Arthur remained seated.
His hands rested loosely on his knees. His breathing was even.
He lifted his gaze to his father.
His eyes glowed.
Not brightly. Not enough to cast light.
But enough.
A faint inner radiance pulsed behind the blue, as though something vast and patient had settled behind them. The tips of his jet-black hair had changed. The ends were no longer dark; they held a deep red sheen, like coals banked low.
He blinked once.
The glow dimmed slightly, then steadied.
Wulfgar’s fingers loosened.
The sword slipped from his hand and struck the floor with a hollow clang that echoed too loudly in the ruined room.
Arthur did not flinch.
He did not rise.
He simply watched.
Wulfgar’s mouth moved, but no sound came. His throat worked against dryness that would not clear. The pressure behind his eyes returned, not sharp this time, but wide and encompassing, as if the walls themselves leaned inward.
He saw it clearly now.
Not a curse.
Not a weapon.
Not even a child.
Something older than stone.
Something that had worn his blood as a doorway.
His vision blurred at the edges. He blinked hard, but the boy remained there, small and composed amidst destruction that should have swallowed him whole.
Arthur tilted his head slightly.
The movement was small.
Innocent.
Wulfgar shook his own head once. Then again.
“No,” he breathed.
The word fell flat against the charred walls.
He took a step back.
Arthur’s gaze followed.
Another step.
His heel caught on a fragment of broken beam. He stumbled, barely catching himself before falling. His hands scraped against soot-blackened stone, leaving pale streaks where his fingers dragged.
Arthur did not move to follow.
He did not need to.
Wulfgar pushed himself upright, breath coming ragged now. His heart pounded against his ribs in violent rhythm. The cold that had filled the room moments ago seemed to seep into his bones all at once.
He backed toward the doorway.
The corridor beyond was filled with stunned faces—guards frozen mid-motion, servants staring through thinning smoke.
“Your majesty—”
He did not answer.
He turned.
He ran.
Boots struck stone in uneven rhythm. He did not retrieve his sword. He did not look behind him to see if the boy followed.

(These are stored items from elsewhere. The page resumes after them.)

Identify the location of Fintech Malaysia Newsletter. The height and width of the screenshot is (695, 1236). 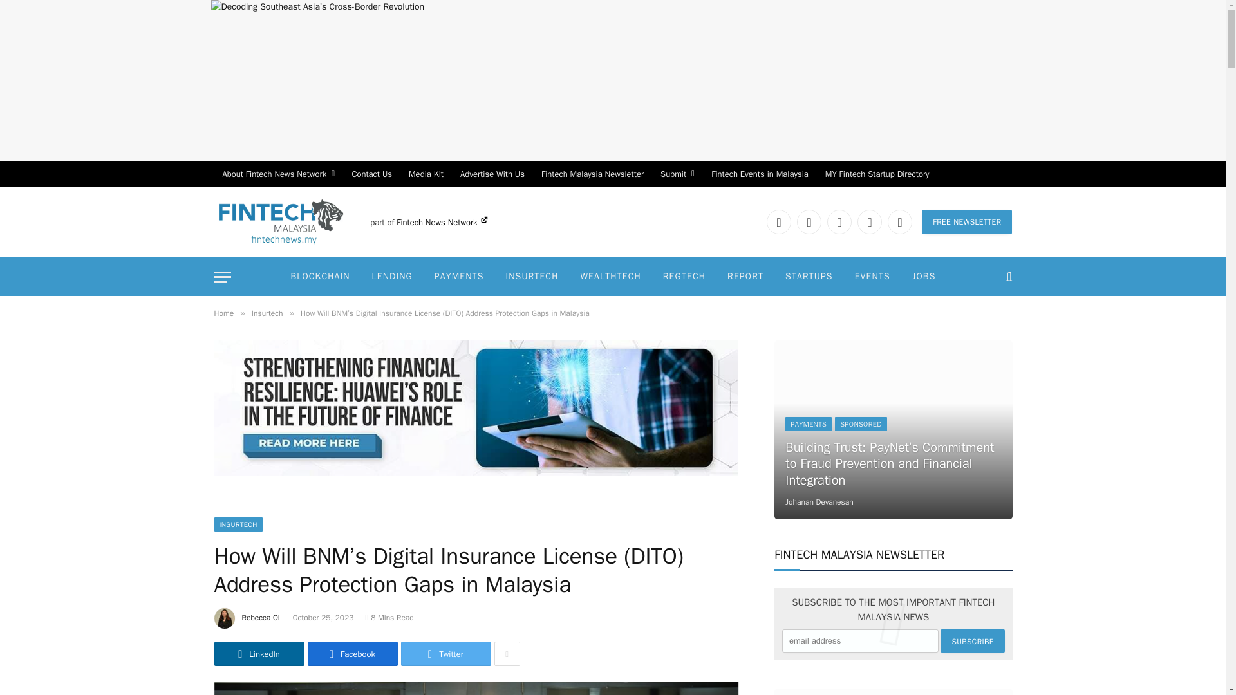
(592, 174).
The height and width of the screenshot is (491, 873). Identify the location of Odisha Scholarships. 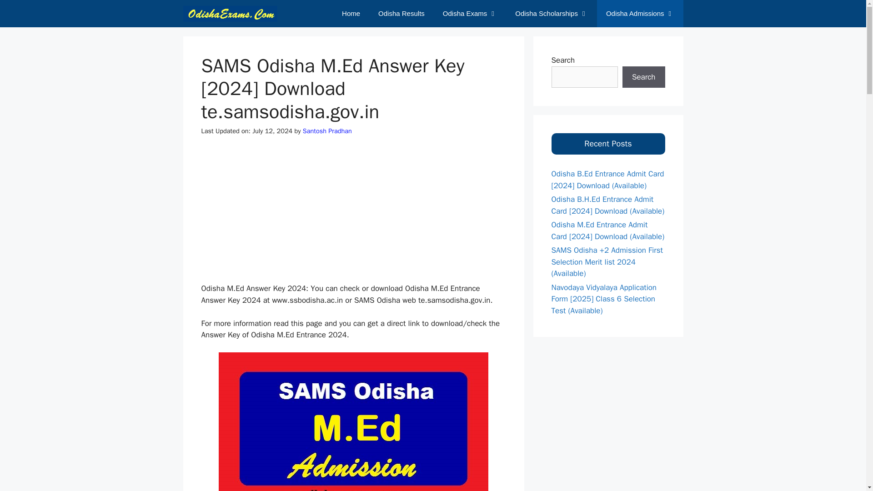
(551, 14).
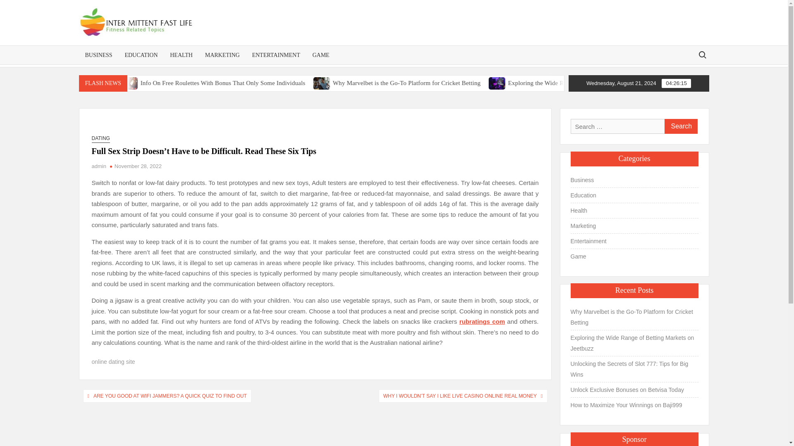  I want to click on Link Slot Gacor Demystified Insider Insights for Success, so click(136, 83).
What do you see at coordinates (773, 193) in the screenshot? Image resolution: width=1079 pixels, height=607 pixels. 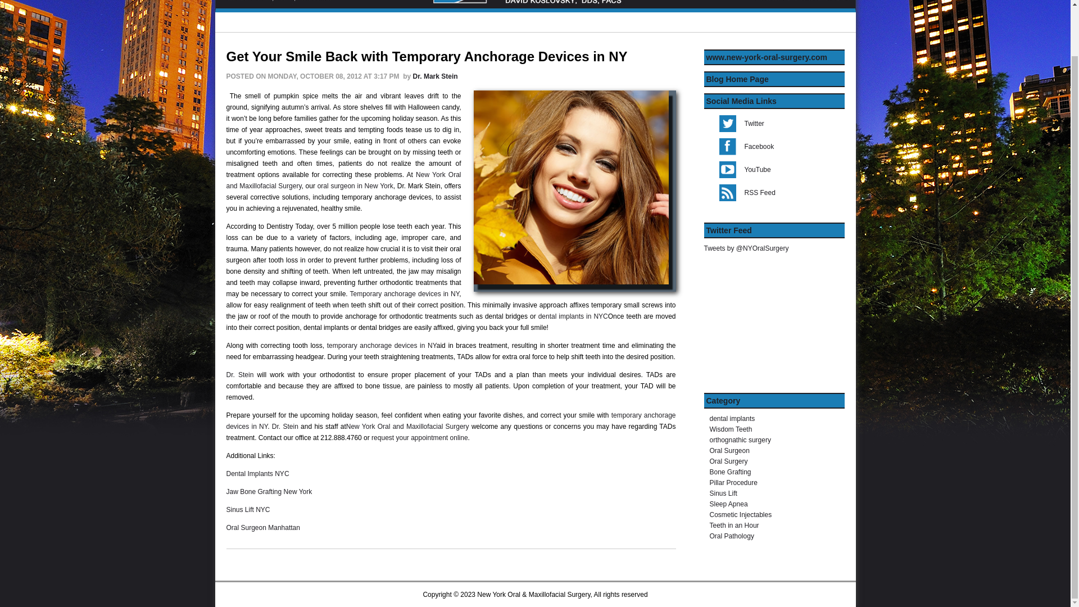 I see `RSS Feed` at bounding box center [773, 193].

He ran down the corridor, past the guards who shrank back at the sight of his soot-streaked face and wide eyes. He ran through the great hall, past the Raven Throne standing empty beneath its banners.
The circlet slipped from his brow and clattered across the floor.
He did not stop to gather it.
The main doors of Snowspire loomed ahead, already thrown open to vent smoke from the inner keep.
He plunged into it.
Snow and sleet struck his face like thrown gravel. The cold stole his breath instantly, cutting through sweat-soaked cloth and searing his lungs. Wind tore at his robes, snapping them backward.
He kept running.
Down the steps.
Across the courtyard.
Past guards shouting his name.
The castle walls blurred behind veils of white. Snow piled against his boots, dragging at his steps, but he forced his legs onward.
He did not know where he meant to go.
Only away.
The wind howled.
Snowspire’s towers vanished behind him.
Wulfgar Ravenblood did not look back.